I think I will follow your advice on this survey business. Why waste my time without some compensation.
1 person likes this
@TLChimes (4822)
• United States
12 Sep 15
I watched it unfold live on the news because we had it on already. That morning I had assigned my homeschooled son the job of watching the morning news and picking a story to write a paragraph on. He learned more about it then his freshmen (young teenager) brother did. The schools didn't want the kids talking about it... which I found appalling.
I watched both space shuttles fall out of the sky..... I was at home for one and at the hospital on the end part of a ten day stay for my 3 year old.

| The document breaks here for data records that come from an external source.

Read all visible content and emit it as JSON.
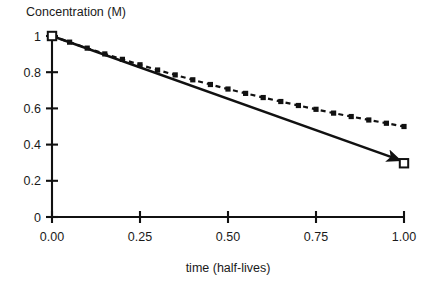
{
  "chart_data": {
    "type": "line",
    "title": "",
    "xlabel": "time (half-lives)",
    "ylabel": "Concentration (M)",
    "xlim": [
      0.0,
      1.0
    ],
    "ylim": [
      0.0,
      1.0
    ],
    "grid": false,
    "legend_position": "none",
    "xticks": [
      0.0,
      0.25,
      0.5,
      0.75,
      1.0
    ],
    "xtick_labels": [
      "0.00",
      "0.25",
      "0.50",
      "0.75",
      "1.00"
    ],
    "yticks": [
      0.0,
      0.2,
      0.4,
      0.6,
      0.8,
      1.0
    ],
    "ytick_labels": [
      "0",
      "0.2",
      "0.4",
      "0.6",
      "0.8",
      "1"
    ],
    "series": [
      {
        "name": "exponential-decay",
        "style": "dashed",
        "marker": "filled-square",
        "color": "#111111",
        "x": [
          0.0,
          0.05,
          0.1,
          0.15,
          0.2,
          0.25,
          0.3,
          0.35,
          0.4,
          0.45,
          0.5,
          0.55,
          0.6,
          0.65,
          0.7,
          0.75,
          0.8,
          0.85,
          0.9,
          0.95,
          1.0
        ],
        "values": [
          1.0,
          0.966,
          0.933,
          0.901,
          0.871,
          0.841,
          0.812,
          0.785,
          0.758,
          0.732,
          0.707,
          0.683,
          0.66,
          0.638,
          0.616,
          0.595,
          0.574,
          0.555,
          0.536,
          0.518,
          0.5
        ]
      },
      {
        "name": "linear-extrapolation",
        "style": "solid",
        "marker": "open-square-endpoints",
        "arrow": true,
        "color": "#111111",
        "x": [
          0.0,
          1.0
        ],
        "values": [
          1.0,
          0.297
        ]
      }
    ],
    "annotations": [
      {
        "name": "start-open-square",
        "x": 0.0,
        "y": 1.0
      },
      {
        "name": "end-open-square",
        "x": 1.0,
        "y": 0.297
      },
      {
        "name": "arrowhead",
        "x": 0.97,
        "y": 0.32
      }
    ]
  },
  "axes": {
    "y_title": "Concentration (M)",
    "x_title": "time (half-lives)"
  }
}
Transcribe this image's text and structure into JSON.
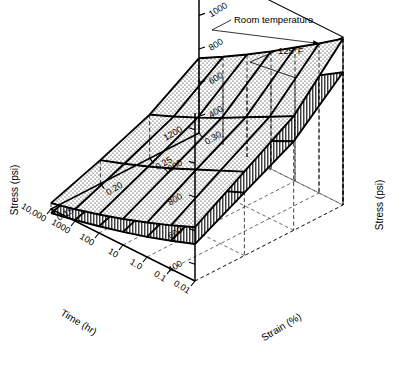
{
  "figure": {
    "kind": "3d-surface-plot",
    "background_color": "#ffffff",
    "ink_color": "#000000"
  },
  "annotations": {
    "upper_surface": "Room temperature",
    "lower_surface": "125°F"
  },
  "axes": {
    "stress_left": {
      "title": "Stress (psi)",
      "ticks": [
        "1200",
        "1000",
        "800",
        "600",
        "400"
      ]
    },
    "stress_right": {
      "title": "Stress (psi)",
      "ticks": [
        "1200",
        "1000",
        "800",
        "600",
        "400"
      ]
    },
    "time": {
      "title": "Time (hr)",
      "ticks": [
        "0.01",
        "0.1",
        "1.0",
        "10",
        "100",
        "1000",
        "10,000"
      ]
    },
    "strain": {
      "title": "Strain (%)",
      "ticks": [
        "0.15",
        "0.20",
        "0.25",
        "0.30"
      ]
    }
  },
  "chart_data": {
    "type": "surface",
    "title": "",
    "xlabel": "Time (hr)",
    "ylabel": "Strain (%)",
    "zlabel": "Stress (psi)",
    "x": [
      0.01,
      0.1,
      1.0,
      10,
      100,
      1000,
      10000
    ],
    "x_ticklabels": [
      "0.01",
      "0.1",
      "1.0",
      "10",
      "100",
      "1000",
      "10,000"
    ],
    "x_scale": "log",
    "y": [
      0.15,
      0.2,
      0.25,
      0.3
    ],
    "y_ticklabels": [
      "0.15",
      "0.20",
      "0.25",
      "0.30"
    ],
    "zlim": [
      300,
      1300
    ],
    "z_ticklabels": [
      "400",
      "600",
      "800",
      "1000",
      "1200"
    ],
    "grid": true,
    "legend_position": "annotation-leaders",
    "series": [
      {
        "name": "Room temperature",
        "fill": "stipple",
        "comment": "upper surface; stress declines with log time and rises with strain",
        "z": [
          [
            620,
            800,
            980,
            1290
          ],
          [
            560,
            735,
            905,
            1190
          ],
          [
            505,
            670,
            830,
            1095
          ],
          [
            455,
            605,
            755,
            1000
          ],
          [
            410,
            545,
            685,
            910
          ],
          [
            370,
            490,
            620,
            825
          ],
          [
            335,
            440,
            560,
            745
          ]
        ]
      },
      {
        "name": "125°F",
        "fill": "hatch",
        "comment": "lower surface; same trends, uniformly lower stress",
        "z": [
          [
            520,
            675,
            830,
            1090
          ],
          [
            468,
            615,
            760,
            1000
          ],
          [
            420,
            558,
            692,
            915
          ],
          [
            378,
            503,
            628,
            832
          ],
          [
            340,
            452,
            568,
            755
          ],
          [
            306,
            405,
            512,
            683
          ],
          [
            276,
            362,
            462,
            616
          ]
        ]
      }
    ]
  }
}
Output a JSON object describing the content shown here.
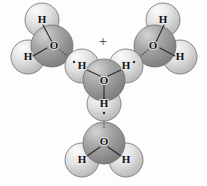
{
  "figure": {
    "width": 207,
    "height": 186,
    "background_color": "#fdfdfd",
    "render_style": "space-filling-cpk-grayscale"
  },
  "palette": {
    "oxygen_sphere_light": "#d9d9d9",
    "oxygen_sphere_mid": "#9a9a9a",
    "oxygen_sphere_dark": "#7d7d7d",
    "hydrogen_sphere_light": "#f2f2f2",
    "hydrogen_sphere_mid": "#d2d2d2",
    "hydrogen_sphere_dark": "#b4b4b4",
    "outline": "#6f6f6f",
    "label_color": "#111111",
    "bond_color": "#2b2b2b",
    "hbond_color": "#4a4a4a",
    "charge_color": "#3a3a3a"
  },
  "charge": {
    "symbol": "+",
    "x": 103,
    "y": 43,
    "belongs_to": "central-hydronium"
  },
  "molecules": [
    {
      "id": "water-upper-left",
      "role": "hydrogen-bond-acceptor",
      "formula": "H2O",
      "oxygen": {
        "label": "O",
        "x": 52,
        "y": 46,
        "r": 21
      },
      "hydrogens": [
        {
          "label": "H",
          "x": 42,
          "y": 20,
          "r": 17
        },
        {
          "label": "H",
          "x": 28,
          "y": 57,
          "r": 17
        }
      ]
    },
    {
      "id": "hydronium-center",
      "role": "hydrogen-bond-donor",
      "formula": "H3O+",
      "oxygen": {
        "label": "O",
        "x": 104,
        "y": 80,
        "r": 21
      },
      "hydrogens": [
        {
          "label": "H",
          "x": 82,
          "y": 66,
          "r": 17
        },
        {
          "label": "H",
          "x": 126,
          "y": 66,
          "r": 17
        },
        {
          "label": "H",
          "x": 104,
          "y": 104,
          "r": 17
        }
      ]
    },
    {
      "id": "water-upper-right",
      "role": "hydrogen-bond-acceptor",
      "formula": "H2O",
      "oxygen": {
        "label": "O",
        "x": 155,
        "y": 46,
        "r": 21
      },
      "hydrogens": [
        {
          "label": "H",
          "x": 163,
          "y": 20,
          "r": 17
        },
        {
          "label": "H",
          "x": 180,
          "y": 57,
          "r": 17
        }
      ]
    },
    {
      "id": "water-bottom",
      "role": "hydrogen-bond-acceptor",
      "formula": "H2O",
      "oxygen": {
        "label": "O",
        "x": 104,
        "y": 143,
        "r": 21
      },
      "hydrogens": [
        {
          "label": "H",
          "x": 82,
          "y": 160,
          "r": 17
        },
        {
          "label": "H",
          "x": 126,
          "y": 160,
          "r": 17
        }
      ]
    }
  ],
  "covalent_bonds": [
    {
      "from": "water-upper-left.O",
      "to": "water-upper-left.H1",
      "x1": 52,
      "y1": 42,
      "x2": 43,
      "y2": 25
    },
    {
      "from": "water-upper-left.O",
      "to": "water-upper-left.H2",
      "x1": 47,
      "y1": 48,
      "x2": 33,
      "y2": 56
    },
    {
      "from": "hydronium-center.O",
      "to": "hydronium-center.H1",
      "x1": 100,
      "y1": 76,
      "x2": 87,
      "y2": 70
    },
    {
      "from": "hydronium-center.O",
      "to": "hydronium-center.H2",
      "x1": 108,
      "y1": 76,
      "x2": 121,
      "y2": 70
    },
    {
      "from": "hydronium-center.O",
      "to": "hydronium-center.H3",
      "x1": 104,
      "y1": 85,
      "x2": 104,
      "y2": 99
    },
    {
      "from": "water-upper-right.O",
      "to": "water-upper-right.H1",
      "x1": 156,
      "y1": 42,
      "x2": 164,
      "y2": 25
    },
    {
      "from": "water-upper-right.O",
      "to": "water-upper-right.H2",
      "x1": 160,
      "y1": 48,
      "x2": 175,
      "y2": 56
    },
    {
      "from": "water-bottom.O",
      "to": "water-bottom.H1",
      "x1": 100,
      "y1": 147,
      "x2": 87,
      "y2": 156
    },
    {
      "from": "water-bottom.O",
      "to": "water-bottom.H2",
      "x1": 108,
      "y1": 147,
      "x2": 121,
      "y2": 156
    }
  ],
  "hydrogen_bonds": [
    {
      "id": "hbond-left",
      "from": "hydronium-center.H1",
      "to": "water-upper-left.O",
      "x1": 76,
      "y1": 63,
      "x2": 60,
      "y2": 50
    },
    {
      "id": "hbond-right",
      "from": "hydronium-center.H2",
      "to": "water-upper-right.O",
      "x1": 132,
      "y1": 63,
      "x2": 148,
      "y2": 50
    },
    {
      "id": "hbond-down",
      "from": "hydronium-center.H3",
      "to": "water-bottom.O",
      "x1": 104,
      "y1": 110,
      "x2": 104,
      "y2": 128
    }
  ],
  "lone_pair_dots": [
    {
      "near": "hydronium-center.H1",
      "x": 74,
      "y": 62
    },
    {
      "near": "hydronium-center.H2",
      "x": 134,
      "y": 62
    },
    {
      "near": "hydronium-center.H3",
      "x": 104,
      "y": 113
    }
  ],
  "legend": {
    "oxygen_symbol": "O",
    "hydrogen_symbol": "H",
    "charge_symbol": "+"
  }
}
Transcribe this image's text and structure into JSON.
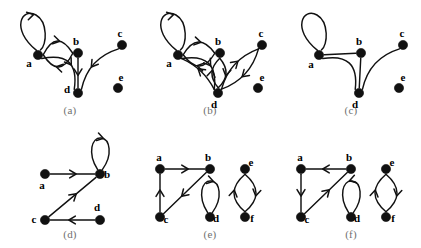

I was at work when the power grid failed for a lot of the East Coast. Everyone was worried that it was another terror attack.
@savak03 (6684)
• United States
15 Sep 15
@TLChimes You are right about the schools. They are not the brightest. But if they can at least teach our children to read they can learn anything they want to from books.
I can't think of any joyful memories at the moment although I;m sure I have had some. But I think you are right trauma makes a more lasting impact.
1 person likes this
@savak03 (6684)
• United States
15 Sep 15
Do you find it odd that our clearest memories are attached to the most tramatic events?
Why would the school want to stifle the children's conversation about that. Don't they realize that talking about something like that can help you deal with it?
1 person likes this
@Carmelanirel2 (8084)
• United States
1 Oct 15
I learned this in psychology. When something tragic happens, our brain holds onto where we were and what we were doing at the time and we never forget.
I was actually in my bedroom on the phone talking to a friend about the possibility of being pregnant (I was) and my call waiting beeped in when another friend called to tell me to turn the TV on, that a plane flew into one of the towers. Then as I was watching, I saw the second plane hit.
1 person likes this
@savak03 (6684)
• United States
10 Oct 15
@Carmelanirel2 That made him eat his words didn't it.
1 person likes this
@Carmelanirel2 (8084)
• United States
4 Oct 15
@savak03 If the pleasant memory is very emotional, I think works. Like the time I put my name in for a $600 scholarship and my son kept saying "why did you do that,? You won't win" Well I will never forget the phone call I got from campus saying I won!